Call me a Prairie boy: I was born in Edmonton, spent formative years in Regina (Go, Lions band!), and settled in Winnipeg for high school (Kelvin) and university (U of Winnipeg), where I studied psychology and English.

Still moving eastward, I did graduate studies at York University, starting out in counselling but ending up in psycholinguistics. After my PhD I did a postdoc at the University of Colorado, studying text comprehension.

Then I had the good fortune to land a teaching position at St. Thomas University in Fredericton, New Brunswick. Over my thirty-seven years at STU, I taught cognitive psychology, research methods, statistics, introductory psychology, history of psychology, psychology of music…and probably one or two others. As a teacher, what most emphasized—what I “professed”—was student writing (e.g., I normally required multiple drafts). Writing and reading were also the main topics of my scholarly work.

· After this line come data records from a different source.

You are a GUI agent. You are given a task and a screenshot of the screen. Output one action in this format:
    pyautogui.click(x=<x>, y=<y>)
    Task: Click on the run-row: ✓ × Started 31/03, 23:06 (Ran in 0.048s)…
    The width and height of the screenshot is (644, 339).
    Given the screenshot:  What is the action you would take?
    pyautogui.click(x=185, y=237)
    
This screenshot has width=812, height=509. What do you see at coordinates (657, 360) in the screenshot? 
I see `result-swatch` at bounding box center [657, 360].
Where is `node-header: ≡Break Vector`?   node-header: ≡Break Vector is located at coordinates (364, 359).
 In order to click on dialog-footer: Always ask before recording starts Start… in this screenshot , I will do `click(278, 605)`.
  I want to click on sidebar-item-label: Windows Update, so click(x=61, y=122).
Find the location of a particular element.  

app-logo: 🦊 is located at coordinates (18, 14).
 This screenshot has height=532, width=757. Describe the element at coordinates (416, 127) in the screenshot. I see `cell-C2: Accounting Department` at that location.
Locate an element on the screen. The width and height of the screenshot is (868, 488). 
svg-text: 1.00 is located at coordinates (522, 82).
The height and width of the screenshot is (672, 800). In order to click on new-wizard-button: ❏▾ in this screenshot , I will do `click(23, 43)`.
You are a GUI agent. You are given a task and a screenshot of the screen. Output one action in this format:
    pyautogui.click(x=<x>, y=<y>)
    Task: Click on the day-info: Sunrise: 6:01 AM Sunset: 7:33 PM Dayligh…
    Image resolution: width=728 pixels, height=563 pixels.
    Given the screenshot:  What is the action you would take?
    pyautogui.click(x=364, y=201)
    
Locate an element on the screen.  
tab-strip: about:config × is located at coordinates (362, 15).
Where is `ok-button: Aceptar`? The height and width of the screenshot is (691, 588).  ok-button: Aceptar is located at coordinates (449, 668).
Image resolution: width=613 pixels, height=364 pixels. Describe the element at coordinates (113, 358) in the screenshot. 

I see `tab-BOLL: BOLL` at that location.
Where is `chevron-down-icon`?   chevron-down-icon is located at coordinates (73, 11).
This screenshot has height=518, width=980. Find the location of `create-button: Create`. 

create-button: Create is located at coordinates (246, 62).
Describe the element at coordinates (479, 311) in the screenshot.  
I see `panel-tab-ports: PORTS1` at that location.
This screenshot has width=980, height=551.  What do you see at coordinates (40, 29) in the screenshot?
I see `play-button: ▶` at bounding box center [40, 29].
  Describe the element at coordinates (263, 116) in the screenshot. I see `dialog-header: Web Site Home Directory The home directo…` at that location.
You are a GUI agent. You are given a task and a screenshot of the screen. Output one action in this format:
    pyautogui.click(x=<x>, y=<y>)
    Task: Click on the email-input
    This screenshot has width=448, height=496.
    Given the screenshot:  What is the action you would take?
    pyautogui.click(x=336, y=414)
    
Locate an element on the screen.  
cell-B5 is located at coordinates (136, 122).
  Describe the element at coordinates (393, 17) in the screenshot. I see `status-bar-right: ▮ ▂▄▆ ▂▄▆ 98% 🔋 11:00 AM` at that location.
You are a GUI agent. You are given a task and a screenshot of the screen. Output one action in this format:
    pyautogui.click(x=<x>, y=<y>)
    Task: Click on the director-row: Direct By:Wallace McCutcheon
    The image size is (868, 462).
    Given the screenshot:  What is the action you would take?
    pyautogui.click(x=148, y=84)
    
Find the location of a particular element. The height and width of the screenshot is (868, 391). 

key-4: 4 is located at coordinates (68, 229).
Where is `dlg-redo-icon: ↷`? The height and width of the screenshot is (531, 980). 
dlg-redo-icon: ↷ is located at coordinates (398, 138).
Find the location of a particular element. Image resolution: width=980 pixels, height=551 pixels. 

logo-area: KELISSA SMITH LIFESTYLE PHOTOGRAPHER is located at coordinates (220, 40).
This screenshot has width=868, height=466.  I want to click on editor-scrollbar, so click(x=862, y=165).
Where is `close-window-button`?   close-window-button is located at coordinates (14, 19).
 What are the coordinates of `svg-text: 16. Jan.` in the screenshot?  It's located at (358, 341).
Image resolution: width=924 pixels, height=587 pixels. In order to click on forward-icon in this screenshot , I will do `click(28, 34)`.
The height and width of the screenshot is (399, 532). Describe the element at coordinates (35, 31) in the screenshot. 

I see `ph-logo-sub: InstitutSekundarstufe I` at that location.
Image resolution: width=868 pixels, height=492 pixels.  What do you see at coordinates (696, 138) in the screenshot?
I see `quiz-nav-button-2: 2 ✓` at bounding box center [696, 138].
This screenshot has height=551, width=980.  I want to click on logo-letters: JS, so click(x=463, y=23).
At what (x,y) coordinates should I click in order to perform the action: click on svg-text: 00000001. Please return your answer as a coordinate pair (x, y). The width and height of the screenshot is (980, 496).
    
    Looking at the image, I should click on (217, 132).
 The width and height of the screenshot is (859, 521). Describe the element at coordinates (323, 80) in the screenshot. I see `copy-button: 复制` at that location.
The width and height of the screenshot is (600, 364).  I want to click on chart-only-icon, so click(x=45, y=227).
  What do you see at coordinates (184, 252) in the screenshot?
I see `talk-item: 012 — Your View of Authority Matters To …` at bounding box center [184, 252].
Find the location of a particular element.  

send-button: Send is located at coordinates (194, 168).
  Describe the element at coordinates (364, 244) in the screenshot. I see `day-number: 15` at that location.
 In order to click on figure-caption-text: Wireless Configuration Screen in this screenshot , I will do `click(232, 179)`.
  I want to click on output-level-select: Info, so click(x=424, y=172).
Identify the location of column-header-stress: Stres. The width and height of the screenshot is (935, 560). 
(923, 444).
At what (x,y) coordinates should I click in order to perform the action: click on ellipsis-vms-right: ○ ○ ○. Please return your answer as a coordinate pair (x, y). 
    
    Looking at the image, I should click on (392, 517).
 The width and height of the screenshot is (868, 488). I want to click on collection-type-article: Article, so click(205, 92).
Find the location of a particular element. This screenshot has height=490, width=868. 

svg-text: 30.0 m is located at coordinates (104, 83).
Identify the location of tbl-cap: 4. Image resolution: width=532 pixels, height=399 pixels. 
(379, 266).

After retiring from teaching, I began a new career as a freelance academic editor. Distance courses through Ryerson University (copyediting, proofreading, fiction editing) were valuable for my editing know-how. Ongoing music performance (woodwinds, choral) has been (and continues to be) valuable for my sanity.

Given my background, it’s not surprising that most of the manuscripts I work with represent different genres of academic writing: journal articles, books, dissertations, book and grant proposals, and the like. Even so, my interests are alarmingly broad (I’m more fox than hedgehog), ranging from nonfiction trade books to fiction to web content.